The basic argument of this essay is that theorising on contemporary Philippine politics has been limited and crippled immensely by moralistic philosophies employing conventional rationality -- like those which found its ‘flowering’ in EDSA 2. The typical Filipino politician is always evaluated and appreciated, especially by the morally correct as well as those who call themselves ‘progressive’, from a moral and rational high ground. As a result, the dynamics of their interaction with ordinary people, the bases of their support, and the sources of their legitimacy, are often missed. Such morality, when left unchecked, can lead to the ‘institutionalisation’ of anti-masa, selectivist politics.

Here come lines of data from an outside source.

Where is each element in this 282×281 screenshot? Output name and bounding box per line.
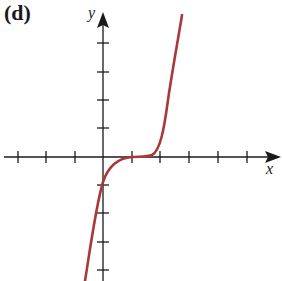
function-curve (85, 15, 182, 281)
y-axis (97, 24, 109, 281)
graph (0, 0, 282, 281)
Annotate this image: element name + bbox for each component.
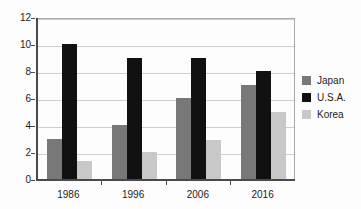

The result of EDSA 2 is the main evidence supporting these arguments. On that fateful Tuesday on the week EDSA 2 took place, the Senate with a vote of 11-10 decided not to open the second Jose Velarde envelope. This caused the national uproar that led to EDSA 2. On Wednesday, Estrada offered to testify -- to tell everyone his side of the story once and for all. But, as Joker Arroyo said, it was ‘too little, too late’. The impeachment was going to be decided in the streets. And it was. So Estrada was out of Malacañang that weekend. Estrada was ousted indeed, but what the euphoric anti-Estrada forces of EDSA missed was the chance to deal a far more effective blow against the whole system of corruption. With his back against the wall, Estrada was ready to admit that he was indeed Jose Velarde, as everybody suspected. But the crucial thing was that he was not the only one who ‘owned’ that money. There were many of them -- friends, cronies, even some members of the then opposition. Estrada was, in a sense, ‘sacrificed’ to keep these other faceless personalities from being exposed. Estrada also wanted to expose the spin that Chavit Singson put in his testimony -- that Chavit ‘sanitised’ his version of the story to prevent other important names and ‘friends’ from being dragged into the mess. Estrada was willing to point his fingers to those many others whose own sticky fingers are inside the messy pot of corruption. Estrada perhaps also wanted to show that there are many, many more ‘Jose Velarde’ accounts throughout the country -- billions in jueteng money deposited in banks that would have rocked the industry to its foundations had there been a bank run of jueteng lords and jueteng-tainted politicians. As the multitudes in EDSA danced in celebration, and as the victorious moral crusaders recited lofty praises to each other’s bravery and moral resolve, the main bulk of the dung heap of corrupt politicians heaved a sigh of relief at the temporary space they got for themselves. Only a piece of dung, definitely not the biggest, was removed and flushed down, with much of the rest recycled back with credibility into the new administration. It is nearly tragic-comic -- the moral doing a great big favour for the immoral. A new chapter in Philippine politics has now opened, with the issues of the past almost completely unresolved. #


Published in EDSA 3: Uncensored Perspectives (April 2002) by Friends of EDSA 3, Manila, Philippines.